Even before 1868 evidence exists of harsher punishments being given out. The death penalty was issued for homosexuality, idolatry, blasphemy, adultery, talking back to their parents, and picking up sticks on the Sabbath. Social history reveals mutilation and torture were a routine form of punishment. For the same things today we are given a fine, but in those days it would result in your tongue being cut out or your hand being cut off, burning at the stake, disembowelment, ears cut off, eyes being blinded, stoning, being pulled apart, and slavery. Our standards have changed. We have come so far from those types of punishment that even though we have genocide in Duffar and war in Iraq it is nothing comparable. Steven Pinker, a Harvard College Professor and Johnstone Family Professor in the Department of Psychology at Harvard University, talks of today as having the least amount of civil wars and genocides than ever before. He shows that in 1950 we had over sixty five thousand deaths from capital punishment, today (in 2007) there is less than two thousand per year.

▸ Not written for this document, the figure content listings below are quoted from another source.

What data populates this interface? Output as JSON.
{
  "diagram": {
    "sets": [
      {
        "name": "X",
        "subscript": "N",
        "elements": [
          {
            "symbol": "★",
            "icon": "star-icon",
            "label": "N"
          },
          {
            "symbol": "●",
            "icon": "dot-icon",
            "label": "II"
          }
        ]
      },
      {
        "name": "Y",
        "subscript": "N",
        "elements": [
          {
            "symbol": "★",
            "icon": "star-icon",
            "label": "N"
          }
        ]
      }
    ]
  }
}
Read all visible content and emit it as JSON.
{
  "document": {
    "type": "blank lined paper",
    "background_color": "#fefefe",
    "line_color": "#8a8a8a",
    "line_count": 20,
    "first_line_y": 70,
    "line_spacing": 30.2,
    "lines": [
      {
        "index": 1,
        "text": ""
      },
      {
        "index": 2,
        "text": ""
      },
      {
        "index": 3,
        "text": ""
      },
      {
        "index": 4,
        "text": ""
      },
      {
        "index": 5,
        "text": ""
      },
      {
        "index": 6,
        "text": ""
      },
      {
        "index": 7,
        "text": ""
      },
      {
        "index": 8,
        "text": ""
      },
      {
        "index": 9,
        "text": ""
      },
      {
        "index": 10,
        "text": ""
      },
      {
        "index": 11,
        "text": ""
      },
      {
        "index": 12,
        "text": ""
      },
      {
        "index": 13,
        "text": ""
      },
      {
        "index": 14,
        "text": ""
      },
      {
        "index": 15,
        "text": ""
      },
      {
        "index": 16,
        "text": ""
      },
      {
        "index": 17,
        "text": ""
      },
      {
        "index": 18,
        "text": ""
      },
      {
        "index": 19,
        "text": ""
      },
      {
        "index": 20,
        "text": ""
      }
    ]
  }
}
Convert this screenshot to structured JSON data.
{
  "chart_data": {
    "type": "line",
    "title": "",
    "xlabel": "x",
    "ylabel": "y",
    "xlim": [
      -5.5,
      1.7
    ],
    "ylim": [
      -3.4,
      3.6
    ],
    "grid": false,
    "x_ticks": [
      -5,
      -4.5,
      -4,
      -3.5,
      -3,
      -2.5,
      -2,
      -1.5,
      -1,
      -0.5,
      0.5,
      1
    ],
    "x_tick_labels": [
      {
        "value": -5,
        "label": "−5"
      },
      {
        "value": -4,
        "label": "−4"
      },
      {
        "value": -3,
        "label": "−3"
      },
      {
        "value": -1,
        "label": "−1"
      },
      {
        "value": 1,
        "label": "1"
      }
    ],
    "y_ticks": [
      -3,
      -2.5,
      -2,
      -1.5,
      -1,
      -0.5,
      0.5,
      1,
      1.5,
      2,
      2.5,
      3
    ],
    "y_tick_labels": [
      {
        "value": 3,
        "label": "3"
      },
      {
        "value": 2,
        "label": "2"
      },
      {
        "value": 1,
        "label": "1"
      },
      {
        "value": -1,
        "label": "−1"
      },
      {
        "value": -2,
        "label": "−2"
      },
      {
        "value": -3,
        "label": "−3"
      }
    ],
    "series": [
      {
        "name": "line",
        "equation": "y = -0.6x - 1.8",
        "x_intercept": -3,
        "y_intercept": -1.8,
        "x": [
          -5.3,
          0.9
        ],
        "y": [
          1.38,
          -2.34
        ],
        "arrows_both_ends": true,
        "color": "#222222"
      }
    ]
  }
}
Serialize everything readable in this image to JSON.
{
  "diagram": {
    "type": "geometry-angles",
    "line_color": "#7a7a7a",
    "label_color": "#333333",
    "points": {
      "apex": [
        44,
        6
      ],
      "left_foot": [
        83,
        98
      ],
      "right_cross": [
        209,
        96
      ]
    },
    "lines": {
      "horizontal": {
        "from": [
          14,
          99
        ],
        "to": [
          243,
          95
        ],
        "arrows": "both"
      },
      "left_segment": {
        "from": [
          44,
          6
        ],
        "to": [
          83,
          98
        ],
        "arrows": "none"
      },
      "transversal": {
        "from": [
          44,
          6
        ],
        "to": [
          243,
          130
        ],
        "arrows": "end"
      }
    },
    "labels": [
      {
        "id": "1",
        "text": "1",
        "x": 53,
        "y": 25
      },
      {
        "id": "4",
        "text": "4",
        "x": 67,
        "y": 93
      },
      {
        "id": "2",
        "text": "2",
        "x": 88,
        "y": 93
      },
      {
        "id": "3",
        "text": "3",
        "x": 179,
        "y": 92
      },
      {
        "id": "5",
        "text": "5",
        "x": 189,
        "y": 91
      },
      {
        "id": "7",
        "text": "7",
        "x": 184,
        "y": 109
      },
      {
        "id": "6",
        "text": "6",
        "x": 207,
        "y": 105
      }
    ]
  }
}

He goes on to say, “only a handful of prisoners die by lethal injection in Texas after fifteen years of appeals, we don’t realize one hundred years ago they would have been burned at the stake for criticizing the king; a trial that would have lasted only ten minutes. Today we look at capital punishment and think how low our standards have sunk instead of the reality of how high they have risen.”(2007, A myth of violence) It’s not the punishment that should be reprimanded; it’s the system that gives out the punishment.

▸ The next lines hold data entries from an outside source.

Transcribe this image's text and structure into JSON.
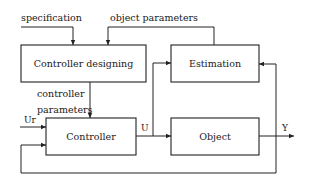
{
  "diagram": {
    "type": "block-diagram",
    "blocks": [
      {
        "id": "controller_designing",
        "label": "Controller designing"
      },
      {
        "id": "estimation",
        "label": "Estimation"
      },
      {
        "id": "controller",
        "label": "Controller"
      },
      {
        "id": "object",
        "label": "Object"
      }
    ],
    "signals": {
      "specification": "specification",
      "object_parameters": "object parameters",
      "controller_parameters_line1": "controller",
      "controller_parameters_line2": "parameters",
      "reference_input": "Ur",
      "control_signal": "U",
      "output": "Y"
    },
    "edges": [
      {
        "from": "specification",
        "to": "controller_designing"
      },
      {
        "from": "estimation",
        "to": "controller_designing",
        "label": "object parameters"
      },
      {
        "from": "controller_designing",
        "to": "controller",
        "label": "controller parameters"
      },
      {
        "from": "Ur",
        "to": "controller"
      },
      {
        "from": "controller",
        "to": "object",
        "label": "U"
      },
      {
        "from": "controller",
        "to": "estimation",
        "label": "U"
      },
      {
        "from": "object",
        "to": "Y",
        "label": "Y"
      },
      {
        "from": "Y",
        "to": "estimation"
      },
      {
        "from": "Y",
        "to": "controller",
        "label": "feedback"
      }
    ],
    "colors": {
      "stroke": "#222222",
      "background": "#ffffff"
    }
  }
}
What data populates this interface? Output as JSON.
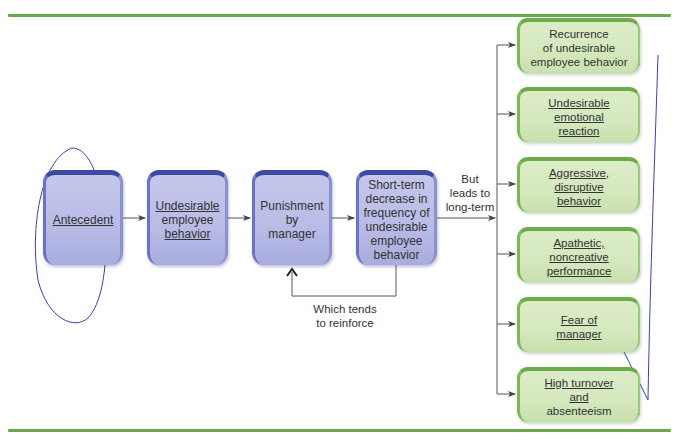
{
  "colors": {
    "rule": "#6aa84f",
    "blue_box_fill": "#b8bbe5",
    "blue_box_border": "#3b4aa2",
    "green_box_fill": "#d4e8bd",
    "green_box_border": "#6bab48",
    "connector": "#555555",
    "annotation_ink": "#3a3fb0"
  },
  "process": {
    "boxes": [
      {
        "id": "antecedent",
        "lines": [
          "Antecedent"
        ]
      },
      {
        "id": "undesirable-behavior",
        "lines": [
          "Undesirable",
          "employee",
          "behavior"
        ]
      },
      {
        "id": "punishment",
        "lines": [
          "Punishment",
          "by",
          "manager"
        ]
      },
      {
        "id": "short-term-decrease",
        "lines": [
          "Short-term",
          "decrease in",
          "frequency of",
          "undesirable",
          "employee",
          "behavior"
        ]
      }
    ],
    "feedback_label": [
      "Which tends",
      "to reinforce"
    ],
    "branch_label": [
      "But",
      "leads to",
      "long-term"
    ]
  },
  "outcomes": [
    {
      "id": "recurrence",
      "lines": [
        "Recurrence",
        "of undesirable",
        "employee behavior"
      ]
    },
    {
      "id": "emotional-reaction",
      "lines": [
        "Undesirable",
        "emotional",
        "reaction"
      ]
    },
    {
      "id": "aggressive",
      "lines": [
        "Aggressive,",
        "disruptive",
        "behavior"
      ]
    },
    {
      "id": "apathetic",
      "lines": [
        "Apathetic,",
        "noncreative",
        "performance"
      ]
    },
    {
      "id": "fear",
      "lines": [
        "Fear of",
        "manager"
      ]
    },
    {
      "id": "turnover",
      "lines": [
        "High turnover",
        "and",
        "absenteeism"
      ]
    }
  ]
}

The legal system isn’t just for deterring criminals from committing offenses, it’s really for supporting justice. When a crime is committed, the victim deserves justice. In the case of Todd Willingham, he became the victim of the legal system. Contrast this with people who have committed truly despicable crimes, people like Jeffrey Dahmer who killed, dismembered, mutilated, and cannibalized fifteen victims, or Joseph Duncan who kidnapped, raped, and killed children , Ted Bundy who sodomised, raped, strangled, slashed, bludgeoned, decapitated, and dismembered young women. These people, who are without a doubt serial killers, must be punished. The death penalty only seams too nice of a sentence for what they have done. The death penalty isn’t for deterring criminal behavior, it’s for achieving justice. People who commit such horrid crimes won’t stop regardless of the punishment; they are sick. A report by the Office of the Fayette Commonwealth’s Attorney said, “Criminologists found that six percent of the criminals in America commit seventy percent of the crimes. It stands to reason that if we can identify this six percent and incarcerate them as long as possible, the crime rate will decrease and our cities will be a safer place to live.”(1999) We need to amend the way our system convicts and sentences people for their crimes. By starting with the system first and the punishment last we will be able to eliminate the disgusting practices of wrongful convictions, and truly fit the punishment to the crime.

1 comment:

  1. I think your thesis on the Death Penalty is quite amazing! It’s true that some people doesn’t like to hear anything about it, but you simple pit the thesis topic ideas into a new level which people can understand even though the subject is not suitable for any people.